The article posted by Retired F-4 draws heavily on the National Research Council book on PIO that I have recommended in the past. (National Research Council. Aviation Safety and Pilot Control, 1997) For one with an understanding of aviation and the concept of feedback loops, it is an easy read, and as a soft cover version, is very affordable.

I use the term PIO because that is what I am comfortable with, but I interpret it as Pilot in the Loop Oscillation. PIO cannot occur if you are not exercising direct control.

I recently had a message from a tactical jet pilot describing a PIO incident he experienced. He stated that he was too busy during the incident to communicate with his back seater in any meaningful way. The workload was so high that he had no spare capacity to communicate! Can you see the relevance to the AF447 cockpit scene?

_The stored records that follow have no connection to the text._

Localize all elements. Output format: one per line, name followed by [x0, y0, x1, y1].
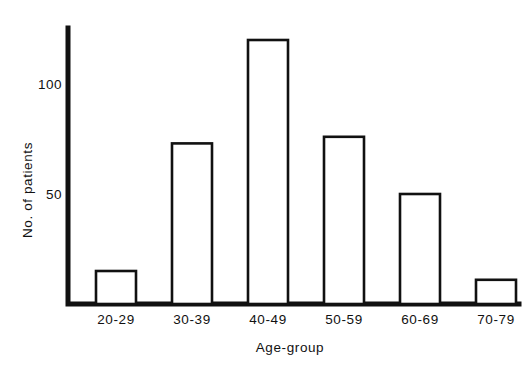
bar-chart: 100 50 No. of patients 20-29 30-39 40-49… [0, 0, 529, 375]
bar-40-49 [248, 40, 288, 304]
bar-50-59 [324, 137, 364, 304]
y-tick-label-100: 100 [38, 77, 62, 92]
x-tick-label-60-69: 60-69 [401, 312, 439, 327]
bar-70-79 [476, 280, 516, 304]
x-tick-label-70-79: 70-79 [477, 312, 515, 327]
x-tick-label-50-59: 50-59 [325, 312, 363, 327]
bar-60-69 [400, 194, 440, 304]
x-axis-title: Age-group [256, 340, 324, 355]
bar-20-29 [96, 271, 136, 304]
x-tick-label-20-29: 20-29 [97, 312, 135, 327]
y-tick-label-50: 50 [46, 187, 62, 202]
bar-30-39 [172, 143, 212, 304]
chart-page: 100 50 No. of patients 20-29 30-39 40-49… [0, 0, 529, 375]
bars-group [96, 40, 516, 304]
x-tick-label-40-49: 40-49 [249, 312, 287, 327]
chart-axes [68, 28, 519, 304]
y-axis-title: No. of patients [20, 142, 35, 238]
x-tick-label-30-39: 30-39 [173, 312, 211, 327]
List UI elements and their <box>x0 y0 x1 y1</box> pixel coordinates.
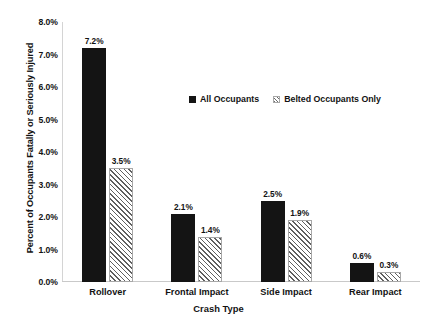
bar-rect <box>288 220 312 282</box>
y-axis-tick-label: 5.0% <box>22 115 58 125</box>
x-axis-tick-label: Rollover <box>89 287 126 297</box>
y-axis-tick-label: 0.0% <box>22 277 58 287</box>
x-axis-tick-label: Rear Impact <box>349 287 402 297</box>
plot-area: 7.2%3.5%2.1%1.4%2.5%1.9%0.6%0.3% <box>63 22 420 282</box>
legend-label: All Occupants <box>200 94 259 104</box>
bar-group: 7.2%3.5% <box>63 22 152 282</box>
bar-all-occupants[interactable]: 2.5% <box>261 201 285 282</box>
bar-belted-occupants-only[interactable]: 1.4% <box>198 237 222 283</box>
bar-all-occupants[interactable]: 2.1% <box>171 214 195 282</box>
y-axis-tick-label: 2.0% <box>22 212 58 222</box>
bar-group: 2.1%1.4% <box>152 22 241 282</box>
x-axis-tick-label: Side Impact <box>260 287 312 297</box>
bar-rect <box>350 263 374 283</box>
bar-belted-occupants-only[interactable]: 1.9% <box>288 220 312 282</box>
y-axis-tick-label: 7.0% <box>22 50 58 60</box>
bar-belted-occupants-only[interactable]: 3.5% <box>109 168 133 282</box>
bar-value-label: 1.4% <box>201 225 220 235</box>
bar-group: 2.5%1.9% <box>242 22 331 282</box>
bar-value-label: 2.1% <box>174 202 193 212</box>
bar-group: 0.6%0.3% <box>331 22 420 282</box>
legend-entry[interactable]: All Occupants <box>189 94 259 104</box>
bar-all-occupants[interactable]: 0.6% <box>350 263 374 283</box>
bar-chart: Percent of Occupants Fatally or Seriousl… <box>0 0 437 332</box>
y-axis-tick-label: 3.0% <box>22 180 58 190</box>
bar-rect <box>377 272 401 282</box>
y-axis-tick-label: 1.0% <box>22 245 58 255</box>
legend-entry[interactable]: Belted Occupants Only <box>273 94 381 104</box>
bar-rect <box>198 237 222 283</box>
bar-value-label: 0.6% <box>352 251 371 261</box>
bar-value-label: 3.5% <box>112 156 131 166</box>
legend-label: Belted Occupants Only <box>284 94 381 104</box>
bar-value-label: 2.5% <box>263 189 282 199</box>
y-axis-tick-label: 8.0% <box>22 17 58 27</box>
y-axis-tick-labels: 0.0%1.0%2.0%3.0%4.0%5.0%6.0%7.0%8.0% <box>22 22 58 282</box>
bar-value-label: 7.2% <box>85 36 104 46</box>
bar-belted-occupants-only[interactable]: 0.3% <box>377 272 401 282</box>
chart-legend: All OccupantsBelted Occupants Only <box>189 94 381 104</box>
solid-square-icon <box>189 96 196 103</box>
x-axis-tick-label: Frontal Impact <box>165 287 228 297</box>
bar-rect <box>261 201 285 282</box>
x-axis-tick-labels: RolloverFrontal ImpactSide ImpactRear Im… <box>63 287 420 303</box>
bar-rect <box>82 48 106 282</box>
hatched-square-icon <box>273 96 280 103</box>
bar-all-occupants[interactable]: 7.2% <box>82 48 106 282</box>
bar-rect <box>171 214 195 282</box>
bar-value-label: 0.3% <box>379 260 398 270</box>
y-axis-tick-label: 4.0% <box>22 147 58 157</box>
x-axis-title: Crash Type <box>0 303 437 314</box>
y-axis-tick-label: 6.0% <box>22 82 58 92</box>
bar-rect <box>109 168 133 282</box>
bar-value-label: 1.9% <box>290 208 309 218</box>
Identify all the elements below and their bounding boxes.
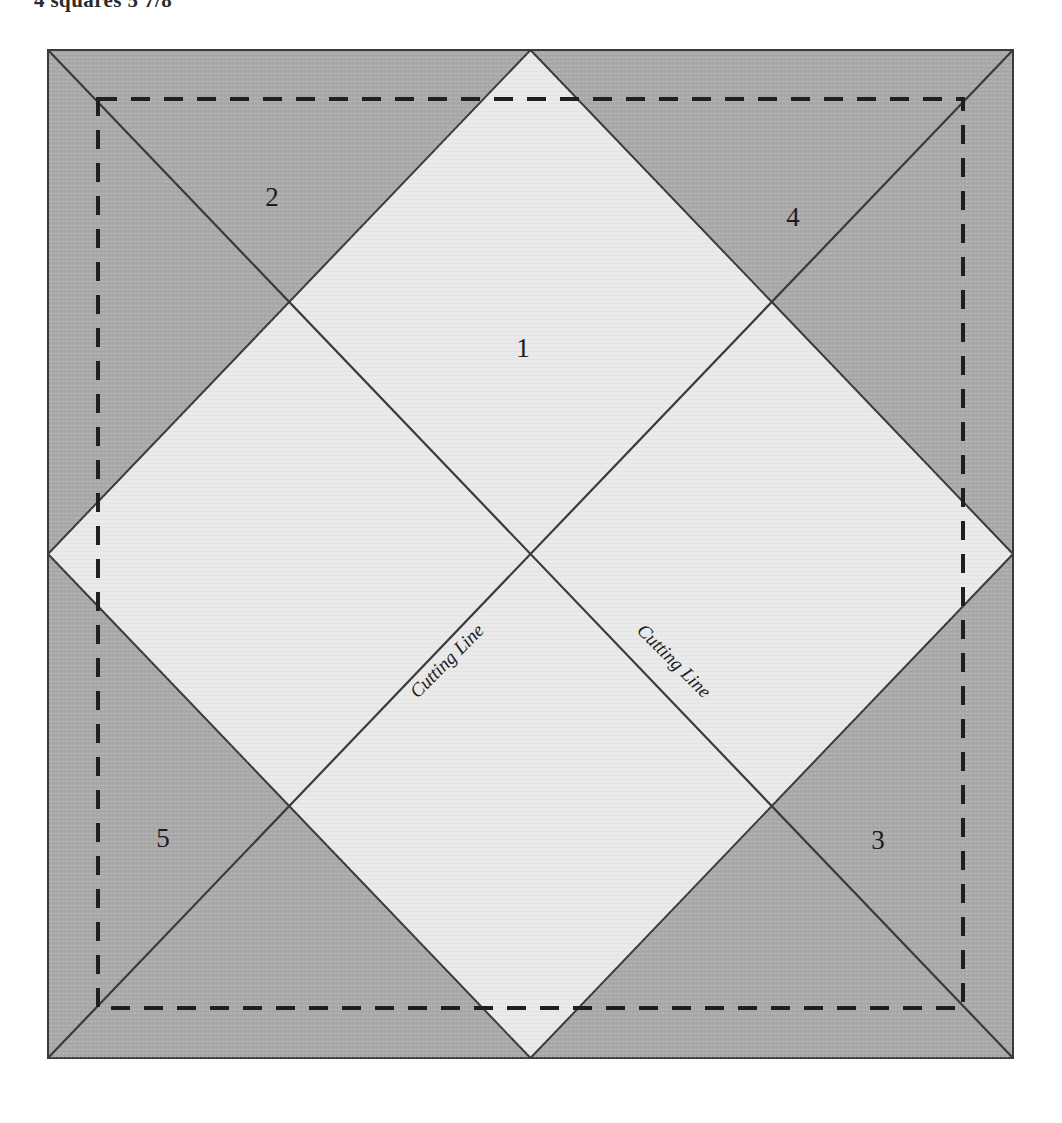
cutting-diagram-svg xyxy=(47,49,1014,1059)
figure-caption: 4 squares 5 7/8 xyxy=(34,0,172,13)
page-canvas: 4 squares 5 7/8 xyxy=(0,0,1062,1123)
piece-label-1: 1 xyxy=(516,333,530,364)
piece-label-4: 4 xyxy=(786,202,800,233)
diagram-figure: 1 2 4 5 3 Cutting Line Cutting Line xyxy=(47,49,1014,1059)
piece-label-5: 5 xyxy=(156,823,170,854)
piece-label-3: 3 xyxy=(871,825,885,856)
piece-label-2: 2 xyxy=(265,182,279,213)
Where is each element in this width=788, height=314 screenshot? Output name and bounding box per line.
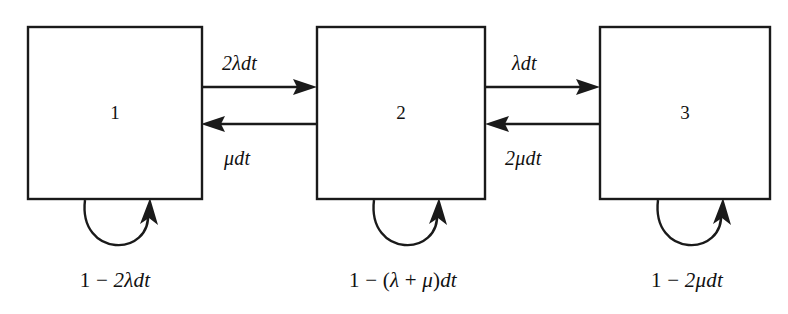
state-label-1: 1 [110,102,120,123]
self-loop-label-3: 1 − 2μdt [612,270,762,291]
self-loop-label-3-prefix: 1 − [651,268,685,292]
self-loop-label-1-prefix: 1 − [80,268,114,292]
transition-label-3-to-2: 2μdt [505,148,541,168]
self-loop-label-2-mu: μ [422,268,433,292]
self-loop-label-2-lambda: λ [390,268,399,292]
diagram-canvas: 1 2 3 2λdt μdt λdt 2μdt 1 − 2λdt 1 − (λ [0,0,788,314]
self-loop-label-2-dt: dt [440,268,457,292]
transition-label-2-to-3: λdt [512,53,537,73]
self-loop-arc-2 [374,200,438,245]
self-loop-label-2-plus: + [399,268,422,292]
self-loop-arc-1 [85,200,149,245]
transition-label-2-to-1: μdt [224,148,250,168]
transition-label-1-to-2: 2λdt [222,53,257,73]
self-loop-label-1: 1 − 2λdt [40,270,190,291]
state-label-3: 3 [680,102,690,123]
self-loop-label-3-term: 2μdt [685,268,723,292]
self-loop-label-2: 1 − (λ + μ)dt [308,270,498,291]
self-loop-label-1-term: 2λdt [113,268,150,292]
state-transition-diagram: 1 2 3 [0,0,788,314]
self-loop-arc-3 [658,200,722,245]
self-loop-label-2-prefix: 1 − ( [349,268,390,292]
state-label-2: 2 [396,102,406,123]
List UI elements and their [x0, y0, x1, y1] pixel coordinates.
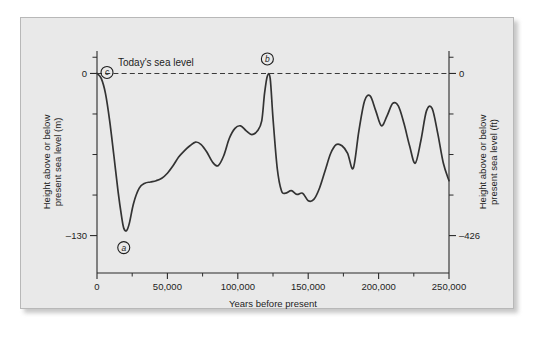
todays-sea-level-label: Today's sea level	[118, 57, 194, 68]
x-axis-tick-labels: 050,000100,000150,000200,000250,000	[94, 281, 466, 292]
axes-group	[97, 51, 449, 273]
annotation-marker-label-c: c	[105, 67, 110, 77]
x-tick-label: 150,000	[291, 281, 325, 292]
x-tick-label: 0	[94, 281, 99, 292]
y-right-tick-label: –426	[459, 230, 480, 241]
x-tick-label: 100,000	[221, 281, 255, 292]
y-axis-left-tick-labels: 0–130	[66, 68, 87, 241]
y-axis-left-title: Height above or belowpresent sea level (…	[41, 115, 63, 210]
x-tick-label: 200,000	[361, 281, 395, 292]
annotation-marker-label-a: a	[121, 243, 126, 253]
y-axis-right-ticks	[449, 57, 456, 235]
y-axis-right-title: Height above or belowpresent sea level (…	[477, 115, 499, 210]
sea-level-chart: 050,000100,000150,000200,000250,000 0–13…	[21, 18, 515, 310]
y-right-tick-label: 0	[459, 68, 464, 79]
x-axis-ticks	[97, 273, 449, 279]
x-tick-label: 50,000	[153, 281, 182, 292]
y-axis-left-ticks	[90, 57, 97, 235]
x-tick-label: 250,000	[432, 281, 466, 292]
sea-level-curve	[97, 73, 449, 230]
curve-annotations: abc	[101, 53, 273, 254]
annotation-marker-label-b: b	[265, 54, 270, 64]
figure-root: 050,000100,000150,000200,000250,000 0–13…	[0, 0, 546, 338]
figure-panel: 050,000100,000150,000200,000250,000 0–13…	[20, 17, 514, 309]
x-axis-title: Years before present	[229, 298, 317, 309]
y-left-tick-label: 0	[82, 68, 87, 79]
y-left-tick-label: –130	[66, 230, 87, 241]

Yes, AF447 was not in a PIO when it departed from controlled flight, however the PF had just been through 30+ seconds of hell that shook his faith in his aircraft's control system and fatigued his mind. At the same time, the PIO incident had set him up for a stall by stealing his airspeed and leaving him in a nose up attitude.

Why didn't he control the nose attitude you might ask. The simple answer is that he didn't have the attention to spare to adequately perform that task. He was concentrating almost exclusively on the roll channel and I believe was already tense and nervous before the autopilot dropped out which caused him to pull the stick back unconsciously.

In the main AF447 threads, a gent who goes by the handle "grity" prepared several charts of stick motion for the first few seconds after the autopilot dropped. The following chart is the best of those:

The numbers on the move lines correspond to the time in seconds after time 02:10. Bonin took control at time 02:10:07.

If you will notice, the majority of the first 11 seconds that the chart covers was spent in the 4 to 8 degree back stick range and only toward the latter part of the period does Bonin provide a couple of pulses in the nose downdirection. For the first 9 seconds he is just banging the stick from side to side while holding it fairly consistently in the 4 to 8 degree aft stick range.

Here is what these roll inputs did to the aircraft:

As expected, there is still much skepticism about what PIO had to do with the loss of AF447.
Simply, that type of input at cruise speed is overcontrol, not to be confused with PIO.
There is a simple difference between overcontrol and PIO. If you know you are overcontroling you can stop.
If you are in a PIO, you see the situation as the aircraft fighting your control and you cannot stop because you must keep the aircraft under control.